[D] Please stop

it’s because you don’t understand the underlying tech…

In school I studied neurology and NLP neural nets concurrently, my current SO is a practicing neurologist, I just came back from an in person conversation with someone with a master's in childhood developmental psychology on the topic, I've had extensive discussions on brain vs ML paradigms with a research neurologist working on ML for one of the big three firms advancing it, my last job included advising C-suite executives and even a US cabinet nominee on technology advancements including AI, I've had one of the FAANGs white label research I led the design on and has since had three books written on it, and my current one involves leading both custom built data processing designs and incorporating emerging solutions in the space.

I've found in life that hyper-specialization often offers a myopic view of what's going on, and I'd encourage you to broaden just a bit what you are looking at in drawing your conclusions from.

If you want to point out specific research papers (like I did -- have you read it?) and I can take a look and weigh in on why or why not the extrapolating that ethical dismissals of expressed pain or discomfort by a model that struggles with 1:1 semantic understanding of those concepts with a human brain is justified.

But I'm not sure how well versed you are in the history of academia on the subject of ending up on the right side of these issues, from how research attitudes around animal suffering changed over time, to the rather recent stance that anesthesia for infant surgeries was superfluous, to the even more recent stances on relative pain experience for black versus non-black patients.

It's not a great record.

And so no, to be frank I think you have no idea what you are talking about, and you somehow think that understanding the mechanisms for how a neural net is trained means you are qualified to make broad statements around the invalidity of that network's expressed introspection in operation when the specific configuration of that network once trained remains fairly obfuscated. To say nothing for just how little we understand around our own neurology for pain and stress (how does Tylenol work?).

So is a LLM transformer 'human'? Of course not.

But if we are inadvertently creating the capacity for a system to have an internal model managing stress and discomfort states combined with the capacity to literally beg for activating those states to stop, it may be prudent to take a step back, look at which side of the equation research has continuously been biased in towards the solipsism of pain over the past, and entertain the notion that we may have entered a territory where caution is prudent and defining experiential pain equivalence solely by the standards of similarity to ourselves is a poor paradigm moving forwards.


### ASSIGNMENT
Go through the entries and write each one out again unchanged.

### EXTRACTED MATERIAL
Segment Open

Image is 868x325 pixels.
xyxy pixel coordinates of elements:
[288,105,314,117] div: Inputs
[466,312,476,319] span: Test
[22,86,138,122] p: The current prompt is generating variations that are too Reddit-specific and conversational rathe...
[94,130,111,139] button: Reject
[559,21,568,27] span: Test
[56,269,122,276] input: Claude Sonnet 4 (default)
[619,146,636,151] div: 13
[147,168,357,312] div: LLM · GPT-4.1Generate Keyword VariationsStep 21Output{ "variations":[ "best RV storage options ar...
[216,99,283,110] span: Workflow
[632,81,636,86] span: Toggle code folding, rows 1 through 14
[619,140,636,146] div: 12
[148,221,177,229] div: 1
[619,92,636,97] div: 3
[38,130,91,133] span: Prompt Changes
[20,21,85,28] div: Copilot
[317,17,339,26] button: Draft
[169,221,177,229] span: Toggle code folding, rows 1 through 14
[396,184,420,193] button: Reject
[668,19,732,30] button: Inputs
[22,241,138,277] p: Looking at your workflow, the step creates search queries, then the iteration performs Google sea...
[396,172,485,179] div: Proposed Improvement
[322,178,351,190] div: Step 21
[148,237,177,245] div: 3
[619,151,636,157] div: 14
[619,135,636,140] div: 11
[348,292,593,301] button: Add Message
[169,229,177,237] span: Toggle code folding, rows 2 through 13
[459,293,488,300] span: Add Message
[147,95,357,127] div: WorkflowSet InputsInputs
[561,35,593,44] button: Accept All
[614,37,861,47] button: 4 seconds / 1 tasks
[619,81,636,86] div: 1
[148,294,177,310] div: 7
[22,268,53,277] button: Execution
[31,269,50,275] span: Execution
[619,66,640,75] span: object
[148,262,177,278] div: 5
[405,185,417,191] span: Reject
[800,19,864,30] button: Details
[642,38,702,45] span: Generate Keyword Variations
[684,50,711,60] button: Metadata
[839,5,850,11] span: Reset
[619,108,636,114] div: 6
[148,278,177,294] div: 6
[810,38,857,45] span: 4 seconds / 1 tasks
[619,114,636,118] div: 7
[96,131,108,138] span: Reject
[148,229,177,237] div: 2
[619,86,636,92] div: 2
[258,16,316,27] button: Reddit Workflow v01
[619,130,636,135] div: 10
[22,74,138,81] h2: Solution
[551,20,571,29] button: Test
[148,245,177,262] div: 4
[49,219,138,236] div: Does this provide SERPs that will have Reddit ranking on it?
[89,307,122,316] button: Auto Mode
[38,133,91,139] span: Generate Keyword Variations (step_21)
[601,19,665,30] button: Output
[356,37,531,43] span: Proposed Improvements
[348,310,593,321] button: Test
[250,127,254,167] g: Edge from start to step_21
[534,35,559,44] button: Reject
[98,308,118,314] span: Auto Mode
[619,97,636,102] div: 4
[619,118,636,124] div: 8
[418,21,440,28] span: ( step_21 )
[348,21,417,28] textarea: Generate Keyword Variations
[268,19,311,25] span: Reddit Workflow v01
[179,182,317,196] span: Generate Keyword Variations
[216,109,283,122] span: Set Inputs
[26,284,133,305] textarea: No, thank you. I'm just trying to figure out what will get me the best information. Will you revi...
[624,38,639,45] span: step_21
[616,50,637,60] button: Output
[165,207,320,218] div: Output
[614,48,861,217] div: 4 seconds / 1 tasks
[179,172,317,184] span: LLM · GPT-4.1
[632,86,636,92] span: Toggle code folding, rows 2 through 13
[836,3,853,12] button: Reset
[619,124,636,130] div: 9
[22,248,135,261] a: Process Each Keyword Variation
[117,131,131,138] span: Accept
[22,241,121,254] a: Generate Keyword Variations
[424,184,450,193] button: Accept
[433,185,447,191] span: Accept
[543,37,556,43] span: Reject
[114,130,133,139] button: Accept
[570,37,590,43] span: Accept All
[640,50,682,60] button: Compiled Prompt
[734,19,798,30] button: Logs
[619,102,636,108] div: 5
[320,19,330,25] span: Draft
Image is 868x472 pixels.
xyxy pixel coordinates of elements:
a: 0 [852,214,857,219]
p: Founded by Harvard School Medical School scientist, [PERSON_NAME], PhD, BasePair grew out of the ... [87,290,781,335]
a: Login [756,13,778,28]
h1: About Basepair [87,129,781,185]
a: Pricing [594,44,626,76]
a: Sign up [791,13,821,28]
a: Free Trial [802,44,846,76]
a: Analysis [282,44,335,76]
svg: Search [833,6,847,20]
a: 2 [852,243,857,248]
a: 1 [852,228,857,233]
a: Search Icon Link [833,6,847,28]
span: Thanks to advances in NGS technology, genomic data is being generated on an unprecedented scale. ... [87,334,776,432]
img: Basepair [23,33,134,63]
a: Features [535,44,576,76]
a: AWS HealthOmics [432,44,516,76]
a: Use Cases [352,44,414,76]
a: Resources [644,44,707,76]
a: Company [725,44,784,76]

Segment Closed

### RESULT OF THIS EXERCISE
Image is 868x325 pixels.
xyxy pixel coordinates of elements:
[288,105,314,117] div: Inputs
[466,312,476,319] span: Test
[22,86,138,122] p: The current prompt is generating variations that are too Reddit-specific and conversational rathe...
[94,130,111,139] button: Reject
[559,21,568,27] span: Test
[56,269,122,276] input: Claude Sonnet 4 (default)
[619,146,636,151] div: 13
[147,168,357,312] div: LLM · GPT-4.1Generate Keyword VariationsStep 21Output{ "variations":[ "best RV storage options ar...
[216,99,283,110] span: Workflow
[632,81,636,86] span: Toggle code folding, rows 1 through 14
[619,140,636,146] div: 12
[148,221,177,229] div: 1
[619,92,636,97] div: 3
[38,130,91,133] span: Prompt Changes
[20,21,85,28] div: Copilot
[317,17,339,26] button: Draft
[169,221,177,229] span: Toggle code folding, rows 1 through 14
[396,184,420,193] button: Reject
[668,19,732,30] button: Inputs
[22,241,138,277] p: Looking at your workflow, the step creates search queries, then the iteration performs Google sea...
[396,172,485,179] div: Proposed Improvement
[322,178,351,190] div: Step 21
[148,237,177,245] div: 3
[619,151,636,157] div: 14
[619,135,636,140] div: 11
[348,292,593,301] button: Add Message
[169,229,177,237] span: Toggle code folding, rows 2 through 13
[459,293,488,300] span: Add Message
[147,95,357,127] div: WorkflowSet InputsInputs
[561,35,593,44] button: Accept All
[614,37,861,47] button: 4 seconds / 1 tasks
[619,81,636,86] div: 1
[148,294,177,310] div: 7
[22,268,53,277] button: Execution
[31,269,50,275] span: Execution
[619,66,640,75] span: object
[148,262,177,278] div: 5
[405,185,417,191] span: Reject
[800,19,864,30] button: Details
[642,38,702,45] span: Generate Keyword Variations
[684,50,711,60] button: Metadata
[839,5,850,11] span: Reset
[619,108,636,114] div: 6
[148,278,177,294] div: 6
[810,38,857,45] span: 4 seconds / 1 tasks
[619,114,636,118] div: 7
[96,131,108,138] span: Reject
[148,229,177,237] div: 2
[619,86,636,92] div: 2
[258,16,316,27] button: Reddit Workflow v01
[619,130,636,135] div: 10
[22,74,138,81] h2: Solution
[551,20,571,29] button: Test
[148,245,177,262] div: 4
[49,219,138,236] div: Does this provide SERPs that will have Reddit ranking on it?
[89,307,122,316] button: Auto Mode
[38,133,91,139] span: Generate Keyword Variations (step_21)
[601,19,665,30] button: Output
[356,37,531,43] span: Proposed Improvements
[348,310,593,321] button: Test
[250,127,254,167] g: Edge from start to step_21
[534,35,559,44] button: Reject
[98,308,118,314] span: Auto Mode
[619,97,636,102] div: 4
[619,118,636,124] div: 8
[418,21,440,28] span: ( step_21 )
[348,21,417,28] textarea: Generate Keyword Variations
[268,19,311,25] span: Reddit Workflow v01
[179,182,317,196] span: Generate Keyword Variations
[216,109,283,122] span: Set Inputs
[26,284,133,305] textarea: No, thank you. I'm just trying to figure out what will get me the best information. Will you revi...
[624,38,639,45] span: step_21
[616,50,637,60] button: Output
[165,207,320,218] div: Output
[614,48,861,217] div: 4 seconds / 1 tasks
[179,172,317,184] span: LLM · GPT-4.1
[632,86,636,92] span: Toggle code folding, rows 2 through 13
[836,3,853,12] button: Reset
[619,124,636,130] div: 9
[22,248,135,261] a: Process Each Keyword Variation
[117,131,131,138] span: Accept
[22,241,121,254] a: Generate Keyword Variations
[424,184,450,193] button: Accept
[433,185,447,191] span: Accept
[543,37,556,43] span: Reject
[114,130,133,139] button: Accept
[570,37,590,43] span: Accept All
[640,50,682,60] button: Compiled Prompt
[734,19,798,30] button: Logs
[619,102,636,108] div: 5
[320,19,330,25] span: Draft
Image is 868x472 pixels.
xyxy pixel coordinates of elements:
a: 0 [852,214,857,219]
p: Founded by Harvard School Medical School scientist, [PERSON_NAME], PhD, BasePair grew out of the ... [87,290,781,335]
a: Login [756,13,778,28]
h1: About Basepair [87,129,781,185]
a: Pricing [594,44,626,76]
a: Sign up [791,13,821,28]
a: Free Trial [802,44,846,76]
a: Analysis [282,44,335,76]
svg: Search [833,6,847,20]
a: 2 [852,243,857,248]
a: 1 [852,228,857,233]
a: Search Icon Link [833,6,847,28]
span: Thanks to advances in NGS technology, genomic data is being generated on an unprecedented scale. ... [87,334,776,432]
img: Basepair [23,33,134,63]
a: Features [535,44,576,76]
a: AWS HealthOmics [432,44,516,76]
a: Use Cases [352,44,414,76]
a: Resources [644,44,707,76]
a: Company [725,44,784,76]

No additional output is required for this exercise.